Author(s): Vincenzo Ruggiero / Language(s): Lithuanian
Issue: 67 (1)/2010
In this article the author argues that the study of the crimes of the powerful may help re-vive critical criminological analyses and discourses. This specific arena of research, in his view, may lead us to experience anti-criminological moments and to elaborate some anti-criminological notions. By anti-criminological moments and notions he simply means those small revolutions in our disciplinary paradigm, those ruptures which throw the discipline into a temporary crisis, before being at times slowly absorbed, thus enriching the discipline itself. He regards differential association, labelling theory and feminist criminology as the major creators of such moments and ruptures.
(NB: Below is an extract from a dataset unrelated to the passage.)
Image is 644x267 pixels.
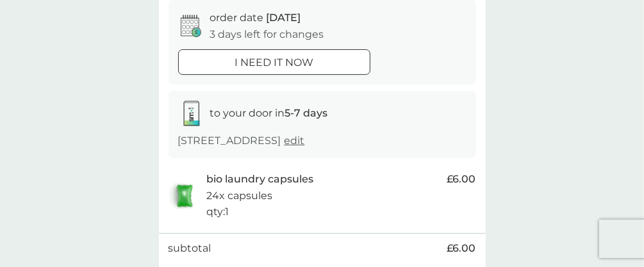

There is a general feeling, particularly in the Anglo-Saxon world, that criminology is experiencing unprecedented developments. This, it is suggested, is driven by a number of forces, most obviously growing concerns about security and crime control (Smith, 2004). Such issues tend to be mainly associated with the presence in Europe of the ‘other’, namely the foreigner, the recent migrant and the asylum seeker. It could be argued, however, that these recent developments are also a consequence of the growing belief that technical, administrative, environmental, architectural or policing strategies are the only ones capable of responding to crime. In other words, we may suggest that criminology is gaining unprecedented respectability because officials and policymakers have abandoned broader social concerns and adopted the view that the problem of crime arises from the mere lack of its institutional control.
To authors mind, anti-criminology should abandon the search for omnipresent social conditions, for an ‘original sin’, in brief, for a primary, universal cause of criminal behaviour. How could we do otherwise? If we, for example, identify variables such as financial success, the pursuit of status, or the accumulation of resources as the primary causes of crime, we end up expanding the criminal label to cover all behaviour. Success and financial gain, in fact, are also the main motivations of legitimate behaviour. On the contrary, if we focus on variables such as lack, deficiency, deficit (of opportunities, socialisation or resources), we end up excluding from the criminal rubric all those illegitimate practices caused by abundance, wealth and excess. The study of affluence and its effects, of its criminogenic nature, may be among the tasks of anti-criminology. This leads author to the other area of potential analytical development.
After examining a number of ‘crimes of the elite’, critical criminologists might be tempted to conclude that the excess of resources and opportunities, rather than the lack of both, is the major cause of criminal activity. This conclusion may derive from subjective evaluation of the overall social damage caused by the crimes of the powerful when compared with that caused by the crimes of the powerless. But, against the backdrop of what the author have termed the etiology of the contraries, one should note that both the deficiency and the abundance of legitimate opportunities may lead to criminal activity. Anti-criminology, however, may analyze the selective processes that are in place whereby only some of those who are involved in such activity are also exposed to social stigma and institutional penalization.